Weird: The Power of Being an Outsider in an Insider World

Image of Weird: The Power of Being an Outsider in an Insider World
Author(s): 
Release Date: 
April 7, 2020
Publisher/Imprint: 
Hachette Go
Pages: 
320
Reviewed by: 

Atlantic staff writer Olga Khazan tries to do much too much in her well-written, often absorbing work of memoir and reportage, Weird: The Power of Being an Outsider in an Insider World.

Contrary to her claim, Khazan is not weird. Nor are many, if any, of the three dozen unusual individuals she has interviewed. They are all different, by virtue of some combination of appearance, behaviors, or circumstances, or all of the above. Their stories are fascinating. But don’t expect a parade of the ultra-strange. They’re not here.

To clarify, one dictionary at hand suggests a person with 100 metal piercings in his face might be considered weird.

Khazan grew up in a Russian Jewish immigrant family living among evangelical Christians in Midland, Texas. She went to Baptist daycare. Her father looked like Saddam Hussein, she writes. She felt like an outsider. “For much of my life, all I wanted to be was normal.”

Understandably, as a health and science writer, she wondered how others have dealt with—even overcome—similar feelings of exclusion. The others whose stories she tells here include a female NASCAR driver, a male preschool teacher, a transgender mayor, a low-income student sent to an elite boarding school, a liberal sociologist in the Bible Belt, a successful black female lawyer, and the only Muslim girl in a school.

These are the people she calls weirdos. She also calls them outsiders, misfits, nonconformists, and marginalized, interchangeably. Vastly different in their differences, she lumps them together under the misleading big tent word “weird.” Her book might better have been titled “Different,” a far less enticing (but more accurate) word than “Weird,” which her editor probably preferred.

“It’s good to be a weirdo,” writes the author. “Being different from other people around you confers hidden advantages that can help you in life and in work.” It also confers a load of woe.

Sure enough, her 30 interviewees overcame feelings of difference—of being lonely, misunderstood, left out—engendered by assumptions about them made by others. They did it by finding inner strength, support, therapy, different living circumstances—in myriad ways that helped them escape the negative impacts of hostility and prejudice.

“We tend to sort people into groups based on their differences,” wrote psychologist Henri Tajfel, an expert quoted by the author. Throughout her book, Khazan draws on many studies to explain why being different matters, and the kinds of behaviors—from social anxiety to imposter syndrome—it can lead to.

As her subtitle suggests, the author believes outsider status bestows the power to overcome issues and make successful life changes. Her selected outsiders were certainly somewhat successful. They “seem like misfits, but . . . for the most part handle it well.” But she offers no general self-help fix that will work for countless others struggling to seem “normal” in all respects. “The kinds of stories you tell yourself matter,” she writes. But how to change those stories?

In the end, Khazan shows that some unusual people are able to overcome their inner feelings of not fitting in. But their hard work varies widely, just like their issues and life situations. It does not lend itself to a single prescription of hope for people facing a huge spectrum of difficult issues.

An interesting account of often painful lives, then, but hardly an occasion for celebrating your inner weirdness.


**Assignment:** Write every record out again exactly, and keep images out of it.

=== Section Start ===

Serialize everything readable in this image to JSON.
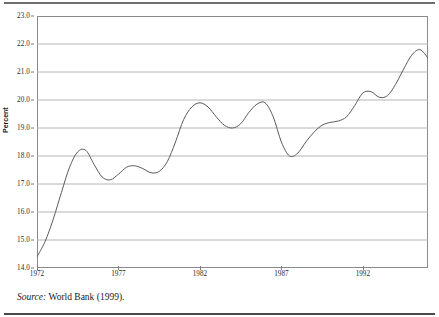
{
  "figure": {
    "axis_title": "Percent",
    "source_prefix": "Source:",
    "source_text": "World Bank (1999)."
  },
  "colors": {
    "line": "#5a5a5a",
    "grid": "#b4b4b4",
    "frame": "#8a8a8a",
    "text": "#1a1a1a",
    "rule": "#6e6e6e",
    "background": "#ffffff"
  },
  "chart_data": {
    "type": "line",
    "title": "",
    "subtitle": "",
    "xlabel": "",
    "ylabel": "Percent",
    "xlim": [
      1972,
      1996
    ],
    "ylim": [
      14.0,
      23.0
    ],
    "grid": true,
    "legend": "none",
    "y_ticks": [
      14.0,
      15.0,
      16.0,
      17.0,
      18.0,
      19.0,
      20.0,
      21.0,
      22.0,
      23.0
    ],
    "y_tick_labels": [
      "14.0",
      "15.0",
      "16.0",
      "17.0",
      "18.0",
      "19.0",
      "20.0",
      "21.0",
      "22.0",
      "23.0"
    ],
    "x_ticks": [
      1972,
      1977,
      1982,
      1987,
      1992
    ],
    "x_tick_labels": [
      "1972",
      "1977",
      "1982",
      "1987",
      "1992"
    ],
    "series": [
      {
        "name": "Percent",
        "x": [
          1972,
          1972.5,
          1973,
          1973.5,
          1974,
          1974.5,
          1975,
          1975.5,
          1976,
          1976.5,
          1977,
          1977.5,
          1978,
          1978.5,
          1979,
          1979.5,
          1980,
          1980.5,
          1981,
          1981.5,
          1982,
          1982.5,
          1983,
          1983.5,
          1984,
          1984.5,
          1985,
          1985.5,
          1986,
          1986.5,
          1987,
          1987.5,
          1988,
          1988.5,
          1989,
          1989.5,
          1990,
          1990.5,
          1991,
          1991.5,
          1992,
          1992.5,
          1993,
          1993.5,
          1994,
          1994.5,
          1995,
          1995.5,
          1996
        ],
        "values": [
          14.4,
          14.95,
          15.75,
          16.7,
          17.6,
          18.15,
          18.2,
          17.7,
          17.25,
          17.15,
          17.35,
          17.6,
          17.65,
          17.55,
          17.4,
          17.45,
          17.8,
          18.5,
          19.3,
          19.75,
          19.9,
          19.75,
          19.4,
          19.1,
          19.0,
          19.15,
          19.55,
          19.85,
          19.9,
          19.4,
          18.5,
          18.0,
          18.1,
          18.5,
          18.85,
          19.1,
          19.2,
          19.25,
          19.4,
          19.8,
          20.25,
          20.3,
          20.1,
          20.15,
          20.55,
          21.1,
          21.6,
          21.8,
          21.5
        ]
      }
    ]
  }
}
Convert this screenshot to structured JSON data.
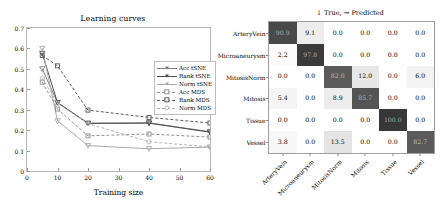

=== Section End ===

**Response area:**
Serialize everything readable in this image to JSON.
{
  "figure": {
    "axis_title": "Percent",
    "source_prefix": "Source:",
    "source_text": "World Bank (1999)."
  },
  "colors": {
    "line": "#5a5a5a",
    "grid": "#b4b4b4",
    "frame": "#8a8a8a",
    "text": "#1a1a1a",
    "rule": "#6e6e6e",
    "background": "#ffffff"
  },
  "chart_data": {
    "type": "line",
    "title": "",
    "subtitle": "",
    "xlabel": "",
    "ylabel": "Percent",
    "xlim": [
      1972,
      1996
    ],
    "ylim": [
      14.0,
      23.0
    ],
    "grid": true,
    "legend": "none",
    "y_ticks": [
      14.0,
      15.0,
      16.0,
      17.0,
      18.0,
      19.0,
      20.0,
      21.0,
      22.0,
      23.0
    ],
    "y_tick_labels": [
      "14.0",
      "15.0",
      "16.0",
      "17.0",
      "18.0",
      "19.0",
      "20.0",
      "21.0",
      "22.0",
      "23.0"
    ],
    "x_ticks": [
      1972,
      1977,
      1982,
      1987,
      1992
    ],
    "x_tick_labels": [
      "1972",
      "1977",
      "1982",
      "1987",
      "1992"
    ],
    "series": [
      {
        "name": "Percent",
        "x": [
          1972,
          1972.5,
          1973,
          1973.5,
          1974,
          1974.5,
          1975,
          1975.5,
          1976,
          1976.5,
          1977,
          1977.5,
          1978,
          1978.5,
          1979,
          1979.5,
          1980,
          1980.5,
          1981,
          1981.5,
          1982,
          1982.5,
          1983,
          1983.5,
          1984,
          1984.5,
          1985,
          1985.5,
          1986,
          1986.5,
          1987,
          1987.5,
          1988,
          1988.5,
          1989,
          1989.5,
          1990,
          1990.5,
          1991,
          1991.5,
          1992,
          1992.5,
          1993,
          1993.5,
          1994,
          1994.5,
          1995,
          1995.5,
          1996
        ],
        "values": [
          14.4,
          14.95,
          15.75,
          16.7,
          17.6,
          18.15,
          18.2,
          17.7,
          17.25,
          17.15,
          17.35,
          17.6,
          17.65,
          17.55,
          17.4,
          17.45,
          17.8,
          18.5,
          19.3,
          19.75,
          19.9,
          19.75,
          19.4,
          19.1,
          19.0,
          19.15,
          19.55,
          19.85,
          19.9,
          19.4,
          18.5,
          18.0,
          18.1,
          18.5,
          18.85,
          19.1,
          19.2,
          19.25,
          19.4,
          19.8,
          20.25,
          20.3,
          20.1,
          20.15,
          20.55,
          21.1,
          21.6,
          21.8,
          21.5
        ]
      }
    ]
  }
}
Convert this screenshot to structured JSON data.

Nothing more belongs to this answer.